Jessica Hagy is as unassuming as her art, but just as sharp.
Using just a pen and index cards, she draws Venn diagrams, graphs and equations that examine how various elements of the world intersect. For example, a card titledHow's life on your island? shows three overlapping circles arranged in a row: Communism, Banana Republic and Capitalism. The intersection of the first two is labeled "Castro." The point where the second two meet is labeled "Gap."
It all started two years ago when Hagy, a Cuyahoga Falls native, started drawing on note cards. Playing around with a "really, really cheap" scanner, she uploaded some of her art to a blog (indexed.blogspot. com). Now, people from 160 countries view her work daily, and Penguin publishedIndexed the book in February.
"It's still surprising how weird things have happened — but good surprising, not terrifying surprising," Hagy says. "It's started to become something I didn't have control over anymore. All of a sudden, we have a book deal."
Her note-card art has also been featured on The New York Times' Freakonomics blog, where she is a guest poster, and on theBBC Magazine online. She's also using her graphs to cover the presidential race for the McClatchy News Service.

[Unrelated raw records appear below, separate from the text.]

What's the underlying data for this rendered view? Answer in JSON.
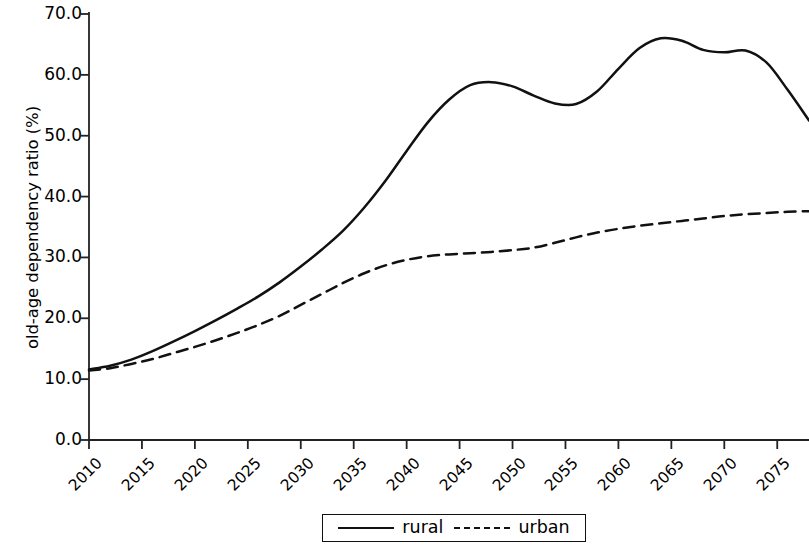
{
  "chart_data": {
    "type": "line",
    "title": "",
    "xlabel": "",
    "ylabel": "old-age dependency ratio (%)",
    "xlim": [
      2010,
      2078
    ],
    "ylim": [
      0.0,
      70.0
    ],
    "grid": false,
    "legend_position": "bottom-center",
    "x_tick_labels": [
      "2010",
      "2015",
      "2020",
      "2025",
      "2030",
      "2035",
      "2040",
      "2045",
      "2050",
      "2055",
      "2060",
      "2065",
      "2070",
      "2075"
    ],
    "y_tick_labels": [
      "0.0",
      "10.0",
      "20.0",
      "30.0",
      "40.0",
      "50.0",
      "60.0",
      "70.0"
    ],
    "y_tick_values": [
      0.0,
      10.0,
      20.0,
      30.0,
      40.0,
      50.0,
      60.0,
      70.0
    ],
    "x": [
      2010,
      2012,
      2014,
      2016,
      2018,
      2020,
      2022,
      2024,
      2026,
      2028,
      2030,
      2032,
      2034,
      2036,
      2038,
      2040,
      2042,
      2044,
      2046,
      2048,
      2050,
      2052,
      2054,
      2056,
      2058,
      2060,
      2062,
      2064,
      2066,
      2068,
      2070,
      2072,
      2074,
      2076,
      2078
    ],
    "series": [
      {
        "name": "rural",
        "style": "solid",
        "color": "#111111",
        "values": [
          11.6,
          12.2,
          13.2,
          14.6,
          16.2,
          17.9,
          19.7,
          21.6,
          23.6,
          25.9,
          28.5,
          31.3,
          34.4,
          38.2,
          42.6,
          47.5,
          52.2,
          55.9,
          58.3,
          58.8,
          58.1,
          56.6,
          55.3,
          55.2,
          57.3,
          61.0,
          64.4,
          66.0,
          65.6,
          64.1,
          63.7,
          64.0,
          62.0,
          57.5,
          52.5
        ]
      },
      {
        "name": "urban",
        "style": "dashed",
        "color": "#111111",
        "values": [
          11.4,
          11.8,
          12.5,
          13.3,
          14.3,
          15.3,
          16.4,
          17.6,
          18.9,
          20.4,
          22.2,
          24.0,
          25.8,
          27.4,
          28.7,
          29.6,
          30.2,
          30.5,
          30.7,
          30.9,
          31.2,
          31.6,
          32.4,
          33.3,
          34.1,
          34.7,
          35.2,
          35.6,
          36.0,
          36.4,
          36.8,
          37.1,
          37.3,
          37.5,
          37.6
        ]
      }
    ],
    "annotations": {
      "rural_peak_year": 2061,
      "rural_peak_value": 66.0,
      "rural_local_max_2045": 58.8,
      "rural_local_min_2052": 55.2,
      "urban_end_value": 37.6,
      "rural_end_value": 49.4
    }
  },
  "legend": {
    "entries": [
      {
        "label": "rural",
        "style": "solid"
      },
      {
        "label": "urban",
        "style": "dashed"
      }
    ]
  }
}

The 29-year-old, who lives in Columbus and works as an ad copywriter, says growing up in Northeast Ohio — with the social and economic issues of the Rust Belt — affected her and the themes in her art. Always on the lookout for ideas, you'll never find her without a notebook.
"It's just been sort of a habit," she says. "You know you have an addiction when you have the paraphernalia on you at all times. I would never have thought I would make a living drawing pictures. It all sort of jelled together."
Using just a pen and index cards, she draws Venn diagrams, graphs and equations that examine how various elements of the world intersect. For example, a card titledHow's life on your island? shows three overlapping circles arranged in a row: Communism, Banana Republic and Capitalism. The intersection of the first two is labeled "Castro." The point where the second two meet is labeled "Gap."
It all started two years ago when Hagy, a Cuyahoga Falls native, started drawing on note cards. Playing around with a "really, really cheap" scanner, she uploaded some of her art to a blog (indexed.blogspot. com). Now, people from 160 countries view her work daily, and Penguin publishedIndexed the book in February.
"It's still surprising how weird things have happened — but good surprising, not terrifying surprising," Hagy says. "It's started to become something I didn't have control over anymore. All of a sudden, we have a book deal."
Her note-card art has also been featured on The New York Times' Freakonomics blog, where she is a guest poster, and on theBBC Magazine online. She's also using her graphs to cover the presidential race for the McClatchy News Service.
The 29-year-old, who lives in Columbus and works as an ad copywriter, says growing up in Northeast Ohio — with the social and economic issues of the Rust Belt — affected her and the themes in her art. Always on the lookout for ideas, you'll never find her without a notebook.
"It's just been sort of a habit," she says. "You know you have an addiction when you have the paraphernalia on you at all times. I would never have thought I would make a living drawing pictures. It all sort of jelled together."